The CI/CD Workflow (Push-based)
You also have the option for an entirely push-based CI/CD workflow:
OpenDepot Manifest
apiVersion: opendepot.defdev.io/v1alpha1
kind: Module
metadata:
name: terraform-aws-eks
namespace: opendepot-system
spec:
moduleConfig:
name: terraform-aws-eks
provider: aws
repoOwner: terraform-aws-modules
repoUrl: https://github.com/terraform-aws-modules/terraform-aws-eks
fileFormat: zip
immutable: true
storageConfig:
s3:
bucket: opendepot-modules
region: us-west-2
githubClientConfig:
useAuthenticatedClient: true
versions:
- version: "21.10.1"
- version: "21.11.0"
- version: "21.12.0"
- version: "21.13.0" # added in PR #42
GitHub Actions Workflow
name: Publish Module Version
on:
release:
types: [published]
jobs:
publish:
runs-on: ubuntu-latest
steps:
- uses: actions/checkout@v4
- name: Configure AWS credentials
uses: aws-actions/configure-aws-credentials@v4
with:
role-to-assume: arn:aws:iam::<AWS_ACCOUNT_ID>:role/opendepot-github-actions-role
aws-region: us-west-2
- name: Setup kubeconfig
run: aws eks update-kubeconfig --name my-cluster --region us-west-2
- name: Publish module version
run: |
kubectl apply -f "opendepot/terraform-aws-eks.yaml"
Security Features
Checksum Validation Every Reconcile
Kubernetes operators constantly reconcile resources and act on changes to any resources they manage. When a module version is being added, all previous versions are also reconciled. To ensure OpenDepot is not re-downloading providers or modules every reconciliation loop, the Version resource stores a status.checksum of each archive.
If the checksum metadata in storage doesn’t match this field, the controller first attempts to pull it from source and revalidate the checksum. If the checksum from source is still not a match, the controller stops reconciling and emits errors.
Tamper protection: The Server will not serve any modules whose checksums do not match.
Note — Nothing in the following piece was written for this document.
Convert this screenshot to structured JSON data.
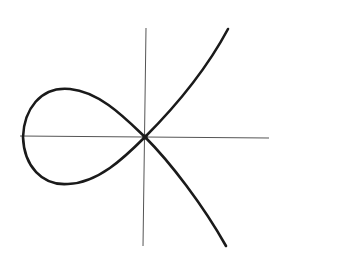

The Version controller continuously reconciles storage so that any tampered archive is re-fetched and restored to its known-good state.
GPG Keys
OpenDepot supports GPG signing for providers. When serving provider binaries, the registry protocol requires that each binary is accompanied by a SHA256 checksum file and a GPG signature so that OpenTofu and Terraform can verify the integrity of what they download. Configure OpenDepot with your GPG key via a Kubernetes Secret referenced by server.gpg.secretName in the Helm chart. Once set, the Server automatically signs provider checksum files on the fly with your private key. Clients that have your public key in their trust store can verify every provider binary they pull is untampered and came from your registry.
Trivy Vulnerability Scans
OpenDepot has the option to perform security scans using a separate Version controller image that comes bundled with Trivy. Trivy will perform a configuration scan of modules and store findings in the module.status field. For providers, Trivy will scan the binary for each operating system and architecture, and OpenDepot will attempt to find and scan the source code, deduplicate findings, then store each in the provider.status field.
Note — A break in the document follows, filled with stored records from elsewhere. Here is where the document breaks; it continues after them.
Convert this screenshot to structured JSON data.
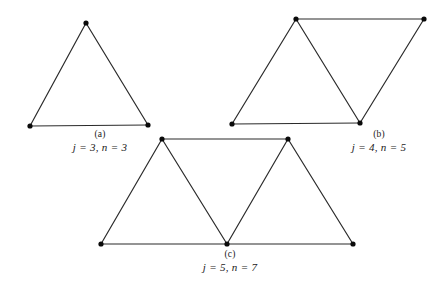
{
  "figure": {
    "background_color": "#ffffff",
    "stroke_color": "#2b2b2b",
    "vertex_color": "#0a0a0a",
    "stroke_width": 1.2,
    "vertex_radius": 2.6,
    "panels": [
      {
        "id": "a",
        "letter": "(a)",
        "formula": "j = 3, n = 3",
        "j": 3,
        "n": 3,
        "vertex_count": 3,
        "edge_count": 3,
        "vertices": [
          {
            "name": "apex",
            "x": 86,
            "y": 23
          },
          {
            "name": "bottom-left",
            "x": 30,
            "y": 126
          },
          {
            "name": "bottom-right",
            "x": 148,
            "y": 125
          }
        ],
        "edges": [
          [
            0,
            1
          ],
          [
            1,
            2
          ],
          [
            2,
            0
          ]
        ]
      },
      {
        "id": "b",
        "letter": "(b)",
        "formula": "j = 4, n = 5",
        "j": 4,
        "n": 5,
        "vertex_count": 4,
        "edge_count": 5,
        "vertices": [
          {
            "name": "top-left",
            "x": 296,
            "y": 19
          },
          {
            "name": "top-right",
            "x": 424,
            "y": 19
          },
          {
            "name": "bottom-left",
            "x": 232,
            "y": 124
          },
          {
            "name": "bottom-mid",
            "x": 360,
            "y": 123
          }
        ],
        "edges": [
          [
            0,
            1
          ],
          [
            0,
            2
          ],
          [
            0,
            3
          ],
          [
            2,
            3
          ],
          [
            1,
            3
          ]
        ]
      },
      {
        "id": "c",
        "letter": "(c)",
        "formula": "j = 5, n = 7",
        "j": 5,
        "n": 7,
        "vertex_count": 5,
        "edge_count": 7,
        "vertices": [
          {
            "name": "top-left",
            "x": 162,
            "y": 139
          },
          {
            "name": "top-right",
            "x": 288,
            "y": 139
          },
          {
            "name": "bottom-left",
            "x": 101,
            "y": 244
          },
          {
            "name": "bottom-mid",
            "x": 227,
            "y": 244
          },
          {
            "name": "bottom-right",
            "x": 353,
            "y": 244
          }
        ],
        "edges": [
          [
            0,
            1
          ],
          [
            0,
            2
          ],
          [
            0,
            3
          ],
          [
            1,
            3
          ],
          [
            1,
            4
          ],
          [
            2,
            3
          ],
          [
            3,
            4
          ]
        ]
      }
    ]
  }
}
Blocking policy: You can configure OpenDepot to block
CRITICALandHIGHvulnerabilities to ensure that only modules and providers with a good security posture can be reconciled and stored in your registry.
Dex OIDC Integration
OpenDepot’s Helm chart bundles Dex as a subchart to handle OIDC authentication with an upstream IdP like Entra ID, GitHub, Okta, and many more. This is the recommended authentication method since it doesn’t require cluster access or expose endpoints used to modify resources.
With OIDC enabled you can leverage fine-grained access control through GroupBinding custom resources. Use the Expr language to bind the groups claim in a user’s JWT to specific modules or providers. The moduleResources field also supports glob patterns:
apiVersion: opendepot.defdev.io/v1alpha1
kind: GroupBinding
metadata:
name: "01-aws-platform-team"
namespace: opendepot-system
spec:
expression: '"aws-platform-team" in groups'
moduleResources:
- "terraform-aws-*"
providerResources:
- "aws"
Native
tofu loginsupport: OIDC with Dex is the only method that supports the nativetofu login opendepot.defdev.iocommand.
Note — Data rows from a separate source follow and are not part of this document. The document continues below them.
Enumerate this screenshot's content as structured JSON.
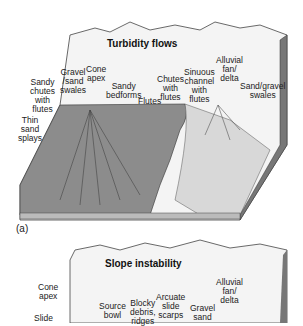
{
  "panel_a": {
    "title": "Turbidity flows",
    "caption": "(a)",
    "labels": {
      "sandy_chutes": "Sandy\nchutes\nwith\nflutes",
      "thin_sand_splays": "Thin\nsand\nsplays",
      "gravel_sand_swales": "Gravel\n/sand\nswales",
      "cone_apex": "Cone\napex",
      "sandy_bedforms": "Sandy\nbedforms",
      "flutes": "Flutes",
      "chutes_with_flutes": "Chutes\nwith\nflutes",
      "sinuous_channel": "Sinuous\nchannel\nwith\nflutes",
      "alluvial_fan": "Alluvial\nfan/\ndelta",
      "sand_gravel_swales": "Sand/gravel\nswales"
    }
  },
  "panel_b": {
    "title": "Slope instability",
    "labels": {
      "cone_apex": "Cone\napex",
      "slide": "Slide",
      "source_bowl": "Source\nbowl",
      "blocky_debris": "Blocky\ndebris,\nridges",
      "arcuate_scarps": "Arcuate\nslide\nscarps",
      "gravel_sand": "Gravel\nsand",
      "alluvial_fan": "Alluvial\nfan/\ndelta"
    }
  }
}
Other Authentication Methods
- Kubernetes service account token — Use Kubernetes RBAC permissions to control access per module or provider. Bypasses GroupBinding in favor of native Kubernetes RBAC.
- Base64-encoded kubeconfig — Convenient for local kind clusters.
- Anonymous auth — Enable via a single Helm chart flag to host a public registry. The Server’s own Service Account is used for fetching, and clients don’t need an access token.
Kubeconfig - local use only: A base64-encoded Kubernetes kubeconfig should never be used in production. It is convenient for local
kindcluster testing only.
Fetching Artifacts
The Server implements both the Module and Provider Registry protocols so that OpenTofu and Terraform can use OpenDepot as a drop-in registry. Crucially, the Server is completely read-only — it provides no endpoints that allow modifications. All changes to resources require strict Kubernetes access.
Reference your modules and providers in code, then run tofu init:
Module
module "eks" {
source = "opendepot.defdev.io/opendepot-system/terraform-aws-key-pair/aws"
version = "~> 21.0.0"
}
Provider
terraform {
required_providers {
aws = {
source = "opendepot.defdev.io/opendepot-system/aws"
version = "~> 5.80"
}
azurerm = {
source = "opendepot.defdev.io/opendepot-system/azurerm"
version = ">= 4.0.0"
}
}
}
Configure your .tofurc to point at OpenDepot:
host "opendepot.defdev.io" {
services = {
"modules.v1" = "https://opendepot.defdev.io/opendepot/modules/v1/"
"providers.v1" = "https://opendepot.defdev.io/opendepot/providers/v1/"
}
}
With Dex configured, the full tofu login + tofu init flow looks like this:
$ tofu login opendepot.defdev.io
$ tofu init
Initializing the backend...
Initializing modules...
Downloading opendepot.defdev.io/opendepot-system/terraform-aws-key-pair/aws 2.0.3 for key_pair...
- key_pair in .terraform/modules/key_pair
Initializing provider plugins...
OpenTofu has been successfully initialized!
You may now begin working with OpenTofu. Try running "tofu plan" to see
any changes that are required for your infrastructure. All OpenTofu commands
should now work.
If you ever set or change modules or backend configuration for OpenTofu,
rerun this command to reinitialize your working directory. If you forget, other
commands will detect it and remind you to do so if necessary.
That’s all there is to it on the consuming side! It’s simple and easy to get started with OpenDepot! I ask that you try it today and share your experiences. If you have any questions, see any issues, or just want to talk about Cloud Native tooling in general — feel free to reach out to me anytime!
- Full Documentation - Everything you need to get set up, configured, and running your own registry.
- Local Quickstart - Run a fully functional registry on your laptop with kind in minutes, no cloud account needed.
- Installation Guide - Deploy OpenDepot to your cluster with Helm.